Your "null meter" is going to hae 10nV DC offsets?
-- Thanks, - Win
A TIA has an opamp SJ, feedback resistor, and output. How'ya gonna get extra output channels?
-- Thanks, - Win
TIAs with input resistors can share photocurrent--the current just divides according to the conductance of the various paths. But that's super slow and noisy.
Cheers
Phil Hobbs
-- Dr Philip C D Hobbs Principal Consultant ElectroOptical Innovations LLC / Hobbs ElectroOptics Optics, Electro-optics, Photonics, Analog Electronics Briarcliff Manor NY 10510 http://electrooptical.net http://hobbs-eo.com
Sure. Anything with a 10**8:1 range is going to be slow as molasses down at the bottom, so why not?
If you're okay with millihertz bandwidths, NIST folks have done 10**14:1 with a single photodiode. (Gary Oppeldauer et al.)
Cheers
Phil Hobbs
-- Dr Philip C D Hobbs Principal Consultant ElectroOptical Innovations LLC / Hobbs ElectroOptics Optics, Electro-optics, Photonics, Analog Electronics Briarcliff Manor NY 10510 http://electrooptical.net http://hobbs-eo.com
Plessey used to sell RF amp chips with 10 dB gain that dropped to 0 dB when they railed. The idea was to put N of them in a row to make a log video amp with a range of 10*N dB. I used them in my heterodyne laser microscope in grad school, circa 1985, with a medium-fancy AM detector following, together with a closed-loop calibration system based on the ring-down of a crystal oscillator.

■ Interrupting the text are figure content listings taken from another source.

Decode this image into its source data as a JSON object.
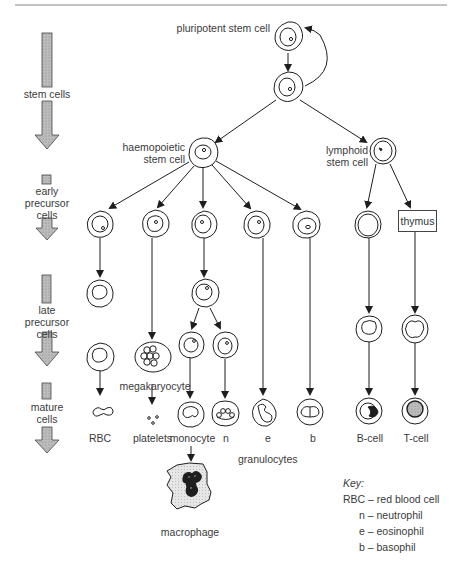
{
  "stages": [
    {
      "label": "stem cells"
    },
    {
      "label": "early\nprecursor\ncells",
      "lines": [
        "early",
        "precursor",
        "cells"
      ]
    },
    {
      "label": "late\nprecursor\ncells",
      "lines": [
        "late",
        "precursor",
        "cells"
      ]
    },
    {
      "label": "mature\ncells",
      "lines": [
        "mature",
        "cells"
      ]
    }
  ],
  "cells": {
    "pluripotent": "pluripotent stem cell",
    "haemopoietic": [
      "haemopoietic",
      "stem cell"
    ],
    "lymphoid": [
      "lymphoid",
      "stem cell"
    ],
    "thymus": "thymus",
    "megakaryocyte": "megakaryocyte",
    "macrophage": "macrophage",
    "granulocytes": "granulocytes"
  },
  "mature_labels": [
    "RBC",
    "platelets",
    "monocyte",
    "n",
    "e",
    "b",
    "B-cell",
    "T-cell"
  ],
  "key": {
    "title": "Key:",
    "entries": [
      "RBC – red blood cell",
      "n – neutrophil",
      "e – eosinophil",
      "b – basophil"
    ]
  },
  "colors": {
    "stage_arrow_fill": "#bdbdbd",
    "stroke": "#1e1e1e",
    "macrophage_fill": "#e4e4e4"
  }
}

Once I figured out why the crystal didn't ring down starting at full amplitude, it all worked great. ;)
Cheers
Phil Hobbs
(It was because the oscillator wasn't running quite at the crystal's mechanical resonant frequency.)
-- Dr Philip C D Hobbs Principal Consultant ElectroOptical Innovations LLC / Hobbs ElectroOptics Optics, Electro-optics, Photonics, Analog Electronics Briarcliff Manor NY 10510 http://electrooptical.net http://hobbs-eo.com
OK this is probably stupid, but I was going to feed all the outputs back to one common summing junction. (All the opamps tied together.. right that makes the input capacitance three times worse, slower) The current has to go somewhere.
GH
I invented the successive-detection log idea when I was a kid. And I invented the dual-slope ADC. Coulda got rich on either one.
-- John Larkin Highland Technology, Inc lunatic fringe electronics
OK, precision railing to say 1%, OK. But at the highest gains, the fixed-value input-stage feedback resistor, and the input offset ... Explain that for us.
-- Thanks, - Win
Modulate/chop that balancing current?
I don't think you've mentioned bandwidth, so I can fall back on "the solution to all signal processing problems is to integrate for longer"
On a sunny day (24 Jun 2019 11:48:23 -0700) it happened Winfield Hill wrote in :
That depends, in radios measuring the AGC voltage gives a good idea of signal strength from uV to volts on a S meter, but it depends on the drift on the gain components what the accuracy is of course. S meters give just a gross indication. But I see no reason that would not work with a high precision gain system. Sort of a log scale.
As to 'starlight to sunlight', have you ever used the Sony Super HAD cameras? I have 3 for those as security camera, super picture with only starlight and same in bright sunlight, analog out NTSC/ PAL. 35 $ I think I payed for each ebay, 0.01 Lux... Tested one once hanging out of the window looking straight up in a cloudy sky, sees stars, satellites, planes... has color. maybe something to monitor your Bs?
We badly need to add cameras to our bee hive sensors. Since don't like flying in low light, ordinary cameras can work for outside. Am installing the inside light sensor today, we'll see how dark that gets.